Once construction is complete, the final hurdle to getting your battery energy storage system (BESS) online is integration. Asset- and market-level integration is required to make informed bidding decisions and ensure those bids are successfully submitted to ERCOT. Without seamless and comprehensive integrations, availability, and in turn, performance will suffer.
But here’s the challenge: the integration process isn’t one-size-fits-all. Each provider has different systems, varying data standards, and degrees of responsiveness. If you don’t know exactly what to ask for, it’s easy to miss important details.

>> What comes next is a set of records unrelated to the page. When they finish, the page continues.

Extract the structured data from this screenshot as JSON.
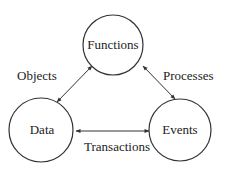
{
  "diagram": {
    "nodes": [
      {
        "id": "functions",
        "label": "Functions",
        "cx": 113,
        "cy": 45,
        "r": 30
      },
      {
        "id": "data",
        "label": "Data",
        "cx": 41,
        "cy": 130,
        "r": 32
      },
      {
        "id": "events",
        "label": "Events",
        "cx": 180,
        "cy": 130,
        "r": 31
      }
    ],
    "edges": [
      {
        "from": "data",
        "to": "functions",
        "label": "Objects",
        "bidirectional": true
      },
      {
        "from": "functions",
        "to": "events",
        "label": "Processes",
        "bidirectional": true
      },
      {
        "from": "data",
        "to": "events",
        "label": "Transactions",
        "bidirectional": true
      }
    ],
    "colors": {
      "stroke": "#333333",
      "text": "#222222",
      "background": "#ffffff"
    }
  }
}
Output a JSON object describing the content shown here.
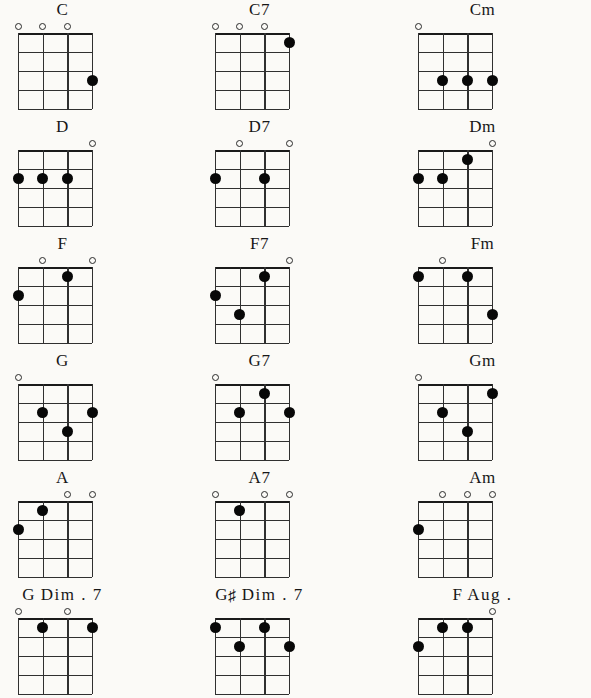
{
  "sheet": {
    "title_alt": "Ukulele Chord Chart",
    "background_color": "#fbfaf7",
    "ink_color": "#1a1a1a",
    "strings": 4,
    "frets": 4,
    "columns": 3,
    "rows": 6,
    "legend": {
      "open_string_symbol": "o",
      "fretted_note_symbol": "filled-dot"
    }
  },
  "chords": [
    {
      "name": "C",
      "label_parts": [
        {
          "text": "C",
          "type": "plain"
        }
      ],
      "open_strings": [
        1,
        2,
        3
      ],
      "dots": [
        {
          "string": 4,
          "fret": 3
        }
      ]
    },
    {
      "name": "C7",
      "label_parts": [
        {
          "text": "C7",
          "type": "plain"
        }
      ],
      "open_strings": [
        1,
        2,
        3
      ],
      "dots": [
        {
          "string": 4,
          "fret": 1
        }
      ]
    },
    {
      "name": "Cm",
      "label_parts": [
        {
          "text": "Cm",
          "type": "plain"
        }
      ],
      "open_strings": [
        1
      ],
      "dots": [
        {
          "string": 2,
          "fret": 3
        },
        {
          "string": 3,
          "fret": 3
        },
        {
          "string": 4,
          "fret": 3
        }
      ]
    },
    {
      "name": "D",
      "label_parts": [
        {
          "text": "D",
          "type": "plain"
        }
      ],
      "open_strings": [
        4
      ],
      "dots": [
        {
          "string": 1,
          "fret": 2
        },
        {
          "string": 2,
          "fret": 2
        },
        {
          "string": 3,
          "fret": 2
        }
      ]
    },
    {
      "name": "D7",
      "label_parts": [
        {
          "text": "D7",
          "type": "plain"
        }
      ],
      "open_strings": [
        2,
        4
      ],
      "dots": [
        {
          "string": 1,
          "fret": 2
        },
        {
          "string": 3,
          "fret": 2
        }
      ]
    },
    {
      "name": "Dm",
      "label_parts": [
        {
          "text": "Dm",
          "type": "plain"
        }
      ],
      "open_strings": [
        4
      ],
      "dots": [
        {
          "string": 1,
          "fret": 2
        },
        {
          "string": 2,
          "fret": 2
        },
        {
          "string": 3,
          "fret": 1
        }
      ]
    },
    {
      "name": "F",
      "label_parts": [
        {
          "text": "F",
          "type": "plain"
        }
      ],
      "open_strings": [
        2,
        4
      ],
      "dots": [
        {
          "string": 1,
          "fret": 2
        },
        {
          "string": 3,
          "fret": 1
        }
      ]
    },
    {
      "name": "F7",
      "label_parts": [
        {
          "text": "F7",
          "type": "plain"
        }
      ],
      "open_strings": [
        4
      ],
      "dots": [
        {
          "string": 1,
          "fret": 2
        },
        {
          "string": 2,
          "fret": 3
        },
        {
          "string": 3,
          "fret": 1
        }
      ]
    },
    {
      "name": "Fm",
      "label_parts": [
        {
          "text": "Fm",
          "type": "plain"
        }
      ],
      "open_strings": [
        2
      ],
      "dots": [
        {
          "string": 1,
          "fret": 1
        },
        {
          "string": 3,
          "fret": 1
        },
        {
          "string": 4,
          "fret": 3
        }
      ]
    },
    {
      "name": "G",
      "label_parts": [
        {
          "text": "G",
          "type": "plain"
        }
      ],
      "open_strings": [
        1
      ],
      "dots": [
        {
          "string": 2,
          "fret": 2
        },
        {
          "string": 3,
          "fret": 3
        },
        {
          "string": 4,
          "fret": 2
        }
      ]
    },
    {
      "name": "G7",
      "label_parts": [
        {
          "text": "G7",
          "type": "plain"
        }
      ],
      "open_strings": [
        1
      ],
      "dots": [
        {
          "string": 2,
          "fret": 2
        },
        {
          "string": 3,
          "fret": 1
        },
        {
          "string": 4,
          "fret": 2
        }
      ]
    },
    {
      "name": "Gm",
      "label_parts": [
        {
          "text": "Gm",
          "type": "plain"
        }
      ],
      "open_strings": [
        1
      ],
      "dots": [
        {
          "string": 2,
          "fret": 2
        },
        {
          "string": 3,
          "fret": 3
        },
        {
          "string": 4,
          "fret": 1
        }
      ]
    },
    {
      "name": "A",
      "label_parts": [
        {
          "text": "A",
          "type": "plain"
        }
      ],
      "open_strings": [
        3,
        4
      ],
      "dots": [
        {
          "string": 1,
          "fret": 2
        },
        {
          "string": 2,
          "fret": 1
        }
      ]
    },
    {
      "name": "A7",
      "label_parts": [
        {
          "text": "A7",
          "type": "plain"
        }
      ],
      "open_strings": [
        1,
        3,
        4
      ],
      "dots": [
        {
          "string": 2,
          "fret": 1
        }
      ]
    },
    {
      "name": "Am",
      "label_parts": [
        {
          "text": "Am",
          "type": "plain"
        }
      ],
      "open_strings": [
        2,
        3,
        4
      ],
      "dots": [
        {
          "string": 1,
          "fret": 2
        }
      ]
    },
    {
      "name": "G Dim. 7",
      "label_parts": [
        {
          "text": "G",
          "type": "plain"
        },
        {
          "text": "Dim . 7",
          "type": "spaced"
        }
      ],
      "open_strings": [
        1,
        3
      ],
      "dots": [
        {
          "string": 2,
          "fret": 1
        },
        {
          "string": 4,
          "fret": 1
        }
      ]
    },
    {
      "name": "G# Dim. 7",
      "label_parts": [
        {
          "text": "G",
          "type": "plain"
        },
        {
          "text": "♯",
          "type": "sharp"
        },
        {
          "text": "Dim . 7",
          "type": "spaced"
        }
      ],
      "open_strings": [],
      "dots": [
        {
          "string": 1,
          "fret": 1
        },
        {
          "string": 2,
          "fret": 2
        },
        {
          "string": 3,
          "fret": 1
        },
        {
          "string": 4,
          "fret": 2
        }
      ]
    },
    {
      "name": "F Aug.",
      "label_parts": [
        {
          "text": "F",
          "type": "plain"
        },
        {
          "text": "Aug .",
          "type": "spaced"
        }
      ],
      "open_strings": [
        4
      ],
      "dots": [
        {
          "string": 1,
          "fret": 2
        },
        {
          "string": 2,
          "fret": 1
        },
        {
          "string": 3,
          "fret": 1
        }
      ]
    }
  ],
  "layout": {
    "cell_width": 197,
    "cell_height": 117,
    "diagram_width": 74,
    "diagram_height": 76,
    "diagram_left_offsets": [
      18,
      18,
      24
    ],
    "title_left_offsets": [
      -36,
      -36,
      -10
    ]
  }
}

That’s where having a partner – a team that understands the process inside and out – to help quarterback the process can make all the difference. Experience with the required project management ensures everything is set up correctly from day one and prevents costly delays and inefficiencies.
Here are the basics – laying out why these integrations are critical and what to look for in each solution.

Asset Integration
Successfully operating a battery – with the ability to re-optimize in real-time (ie. configure and place new bids) – requires a consistent data stream reporting on the physical state of the asset. This is called telemetry. The more granular and timely the data flowing into the optimizer, the more accurate and advanced the optimization can be.
Telemetry is simply the data that comes out of a physical device, providing insights into its current state. For energy storage systems, the data is crucial for:
- Understanding Available Energy and Capacity – Inverters and battery packs can go offline or degrade. Knowing the live state of energy and power capacity ensures you bid the appropriate quantities into the market and can meet your obligations.
- Enabling Real-Time Bidding – Near real-time telemetry ensures the optimizer can reformulate bids and submit them before each operating interval.
- Ensuring Data Usability – The telemetry feed must be structured in a format that the platform can interpret and utilize efficiently. For example, having clear data definitions, documentation, and cloud access makes a big difference with tight integration timelines.
Key Telemetry Considerations:
To enable smooth real-time optimization, your data stream should check these boxes:
- Latency – Is the data arriving fast enough? Updates every 10 minutes won’t cut it.
- Predictability & Frequency – Does data come in consistently, or does it fluctuate unpredictably?
- High Availability – Is the system prone to outages? If so, you could be flying blind at critical moments.
- Format & Accessibility – Is the API based on a standard protocol? Is there clear documentation?
- Push vs. Pull Data Flow – Push is better. If the system pushes updates as soon as they’re available, your optimizer can react instantly.
At the most basic level, you need to know how much charge you have in your battery to understand how much energy you can bid. Let’s say you have a 100MW battery with a 2-hour duration and are forecasting increasing prices for the next hour. If you are at 60% state of charge (SOC), you can confidently bid into RT energy for the next few SCED intervals. However, if you only have 40% left, you may hold off so as not to deplete your energy prior to the peak. While this may seem obvious, degraded telemetry can quickly cause a wide disparity between your understanding of the battery state and its actual state.
Market Integration
The second necessary integration is with a Qualified Scheduling Entity (QSE), which facilitates the submission of bids and processes settlements.
When selecting your QSE partner, always look for:
- Seamless, API-based integration – Your optimizer should be able to send and receive data without manual intervention.
- Fast, in-order bid processing – Storage assets require sub-hourly optimization, which means your QSE must handle real-time bids that update with each SCED run (minimum every 5 minutes). Furthermore, they must process bids in the order in which they were received so the most recent plan is being submitted.
- Deep knowledge of ERCOT charge codes – Understanding settlements is critical to maximizing revenue and avoiding errors.
There are some parallels between the bid submission process for storage and high frequency trading. If your system is slow to process market data or submit bids, you’re leaving money on the table. The faster and more reliably your system can react, the better your returns.